Social discovery app lets your decide how close you are
So, we used to “wear our hearts on our sleeve,” and that’s the way someone could tell whether or not we’re in love.
Now, we use GPS-enabled smartphones to find true love.
Not to worry, though: new mobile apps from a Canadian developer include enhanced privacy controls so you can send safe but still flirtatious messages on Valentine’s Day.
Singles Around Me (SAM) is a social discovery app that takes advantage of GPS-enabled search tools while giving users control over how precisely or not their location is displayed on a map. You could meet up with someone right next door, or hide your location and mask your feelings.
With newly updated BlackBerry, iPhone and Android compatibilities, the app has built-in tools to “displace” a user’s precise location by as much as several kilometres.
(By turning on or off various location tools that are in a smartphone, location is more or less precise: mobile devices often use a combi- nation of GPS, triangulated Wi-Fi signals or cell towers proximity, as well as other place and direction signals from internal hardware and loaded software.)
SAM users can set the app to reveal Exact, Hidden and now Approximate locations; if you are at home, you can hide your exact location but still put yourself “in the game” but just outside of your immediate neighbourhood, explains app developer, founder and CEO of the Ottawa-based company, Christopher Klotz.
“Our next generation apps are a testament to the new world of social discovery apps: they are smart, intuitive and safe for millions of users around the world.”
Of course, if you’re out and about and looking for love, you can switch your settings to exact location and meet people close by, in real life!
In an effort to also help singles improve their chances to flirt, meet and date wherever they are, Singles Around Me is also introducing a new Message Radius feature, and the location circle becomes like 40 or 80 km.
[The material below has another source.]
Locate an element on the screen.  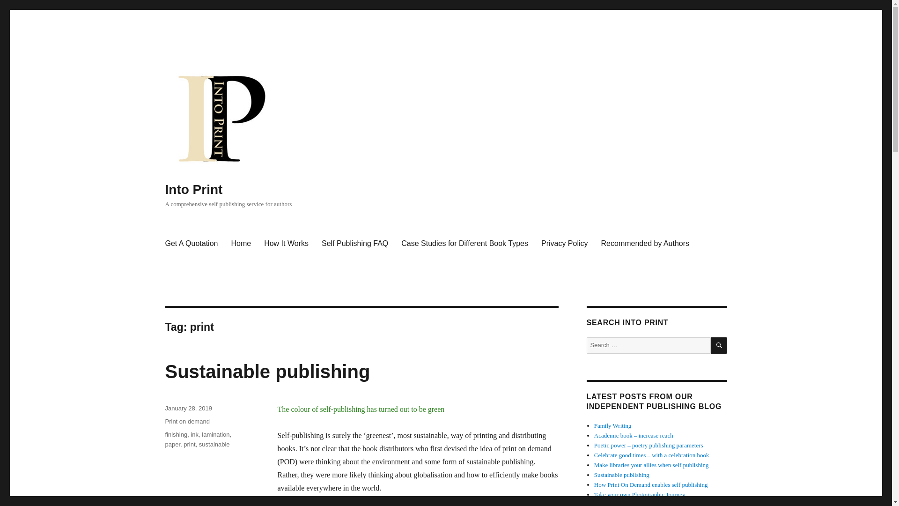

But once you’ve located that special someone, think about getting more personal, not more technical.
That’s the advice from David’s Bridal, a top bridal retailer with locations throughout Canada and the U.S.
It recently conducted a survey of its many brides, Mobs (mothers of the bride) and other matrimonial clientele.
What’s on Brides’ Minds puts a real damper on the seemingly popular trend of over-the-top tech enabled marriage proposals, for example.
Most brides prefer something much more intimate and low-key than a YouTube video, Jumbotron proposal or flash mob engagement party, David’s says.